Australian Public Service Commissioner Gordon de Brouwer will be given new powers to instigate investigations into current and former APS employees, including departmental heads, without first receiving referrals.
The strengthened role will enable the commissioner to conduct reviews and inquiries into code of conduct breaches when he believes they are warranted.
He will not have to wait for matters to be referred to him by ministers or wider inquiries such as royal commissions.
Revealing the next phase of the Federal Government’s APS reform agenda, Public Service Minister Katy Gallagher described the ‘own motion powers’ the commissioner will be granted to initiate the reviews.
Safeguards will also be built into the appointment process of future commissioners to complement the expansion of their ‘own motion’ and inquiry powers.
“In a nutshell, what we will try and do is empower the APS Commissioner – empower that role,” Senator Gallagher told reporters.
“Lift it and have it at the beating heart of the Australian Public Service.
“I want to see the APSC’s role and respect in the APS lifted. Part of that is making sure that the APS Commissioner actually has the powers to do the job that we’re asking them to do.
“When I was a union organiser a long time ago, the APSC set the standard for the public service. That’s where you went for your advice. That’s the place that sets the guidance out to agencies.
“That was not the APSC I inherited when I became minister and we’re trying to change that and get it back to that former role.”
Senator Gallagher delivered her annual statement on APS Reform at the Australian National University’s Crawford School of Public Policy on Wednesday (1 November).
She noted the rough time the APS was enduring and said the first priority area for the government was an APS that embodies integrity in everything it does.
“The government recognises the Public Service has come under heavy scrutiny over the past 15 months, with the Robodebt Royal Commission, various code of conduct inquiries, audit reports, ombudsman’s inquiries, the PWC scandal and the associated focus on contracting across the APS,” she said.
“These reports and various recommendations show that there is more work to do to strengthen the trust, integrity, independence and capability across the APS.
“I don’t make these comments to apportion blame or shift the focus, but I do believe that honest assessments help drive the improvements and accountability needed going forward.”
The expectations of senior executives in the APS have been made clearer and stronger, she said.
The government has already announced the intention to include behaviours as well as outcomes in Senior Executive Service performance reviews, with a framework recently signed off by department secretaries.
The minister said the framework will ensure that the most senior APS leaders serve by example.
“We recognise after years of attacks on the APS, where small government resulted in a diminished service, where jobs were outsourced, where deep history and knowledge were ignored or eroded, that we needed to do things differently,” Senator Gallagher said.
“Now, there have been a lot of opinion pieces and calls for faster change and a focus on permanently enshrining more reform elements in a legislative reform package.
“I’ve read those pieces. And I always, always listen to those voices with respect.
“There is always more that can be done. But not everything can be done at once, and it is equally important to do things well and to deliver on the promises we’ve made.”
The next phase of APS reforms will also include requirements for the commissioner and the Department of Prime Minister and Cabinet secretary to conduct merit-based appointment processes for secretary roles to build ‘rigour into the advice’ provided to the Prime Minister on candidates.
A secretary’s performance framework and process will be published that will put in place ‘better handling of sustained underperformance of secretaries’ and include ‘appropriate consequences’.
“As well as this, we will improve transparency and consistency in how agency head appointments, performance and suspension for executive, statutory and non-statutory agencies are conducted,” she said, “including having merit-based appointment processes and creating a power to suspend agency heads, including without pay – and applying sanctions following breaches of the code of conduct by agency heads for executive, statutory and non-statutory agencies.”
Original Article published by Chris Johnson on Riotact.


:: PROBLEM DESCRIPTION ::
Entries in the following listing are to be copied exactly as they stand.

:: SOURCE RECORDS ::
********

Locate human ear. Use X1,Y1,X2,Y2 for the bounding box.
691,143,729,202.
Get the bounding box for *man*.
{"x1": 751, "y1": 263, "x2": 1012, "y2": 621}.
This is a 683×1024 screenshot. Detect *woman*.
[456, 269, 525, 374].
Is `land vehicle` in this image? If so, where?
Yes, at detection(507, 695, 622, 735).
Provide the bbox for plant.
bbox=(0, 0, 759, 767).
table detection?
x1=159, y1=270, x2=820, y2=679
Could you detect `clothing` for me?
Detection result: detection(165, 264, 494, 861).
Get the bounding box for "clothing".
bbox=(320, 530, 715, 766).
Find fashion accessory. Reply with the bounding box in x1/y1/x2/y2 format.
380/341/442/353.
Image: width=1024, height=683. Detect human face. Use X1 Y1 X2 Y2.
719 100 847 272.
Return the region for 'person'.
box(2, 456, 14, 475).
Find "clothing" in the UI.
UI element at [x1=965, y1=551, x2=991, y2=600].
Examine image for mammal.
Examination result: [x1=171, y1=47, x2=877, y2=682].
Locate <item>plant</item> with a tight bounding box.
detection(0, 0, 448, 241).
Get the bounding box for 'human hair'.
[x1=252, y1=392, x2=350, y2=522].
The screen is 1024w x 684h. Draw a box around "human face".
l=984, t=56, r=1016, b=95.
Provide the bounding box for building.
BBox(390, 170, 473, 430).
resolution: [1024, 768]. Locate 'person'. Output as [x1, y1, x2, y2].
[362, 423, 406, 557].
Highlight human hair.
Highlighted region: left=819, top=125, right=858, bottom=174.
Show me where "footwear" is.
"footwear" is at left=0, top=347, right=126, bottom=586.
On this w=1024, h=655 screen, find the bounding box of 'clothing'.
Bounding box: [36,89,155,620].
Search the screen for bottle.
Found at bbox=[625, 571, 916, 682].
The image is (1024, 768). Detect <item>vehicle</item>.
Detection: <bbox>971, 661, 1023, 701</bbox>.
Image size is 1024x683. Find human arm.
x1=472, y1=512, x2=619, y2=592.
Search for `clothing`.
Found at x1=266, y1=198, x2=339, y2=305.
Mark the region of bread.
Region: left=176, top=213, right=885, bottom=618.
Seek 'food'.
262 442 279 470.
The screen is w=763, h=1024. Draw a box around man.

********

:: WRITTEN SOLUTION ::
Locate human ear. Use X1,Y1,X2,Y2 for the bounding box.
691,143,729,202.
Get the bounding box for *man*.
{"x1": 751, "y1": 263, "x2": 1012, "y2": 621}.
This is a 683×1024 screenshot. Detect *woman*.
[456, 269, 525, 374].
Is `land vehicle` in this image? If so, where?
Yes, at detection(507, 695, 622, 735).
Provide the bbox for plant.
bbox=(0, 0, 759, 767).
table detection?
x1=159, y1=270, x2=820, y2=679
Could you detect `clothing` for me?
Detection result: detection(165, 264, 494, 861).
Get the bounding box for "clothing".
bbox=(320, 530, 715, 766).
Find fashion accessory. Reply with the bounding box in x1/y1/x2/y2 format.
380/341/442/353.
Image: width=1024, height=683. Detect human face. Use X1 Y1 X2 Y2.
719 100 847 272.
Return the region for 'person'.
box(2, 456, 14, 475).
Find "clothing" in the UI.
UI element at [x1=965, y1=551, x2=991, y2=600].
Examine image for mammal.
Examination result: [x1=171, y1=47, x2=877, y2=682].
Locate <item>plant</item> with a tight bounding box.
detection(0, 0, 448, 241).
Get the bounding box for 'human hair'.
[x1=252, y1=392, x2=350, y2=522].
The screen is 1024w x 684h. Draw a box around "human face".
l=984, t=56, r=1016, b=95.
Provide the bounding box for building.
BBox(390, 170, 473, 430).
resolution: [1024, 768]. Locate 'person'. Output as [x1, y1, x2, y2].
[362, 423, 406, 557].
Highlight human hair.
Highlighted region: left=819, top=125, right=858, bottom=174.
Show me where "footwear" is.
"footwear" is at left=0, top=347, right=126, bottom=586.
On this w=1024, h=655 screen, find the bounding box of 'clothing'.
Bounding box: [36,89,155,620].
Search the screen for bottle.
Found at bbox=[625, 571, 916, 682].
The image is (1024, 768). Detect <item>vehicle</item>.
Detection: <bbox>971, 661, 1023, 701</bbox>.
Image size is 1024x683. Find human arm.
x1=472, y1=512, x2=619, y2=592.
Search for `clothing`.
Found at x1=266, y1=198, x2=339, y2=305.
Mark the region of bread.
Region: left=176, top=213, right=885, bottom=618.
Seek 'food'.
262 442 279 470.
The screen is w=763, h=1024. Draw a box around man.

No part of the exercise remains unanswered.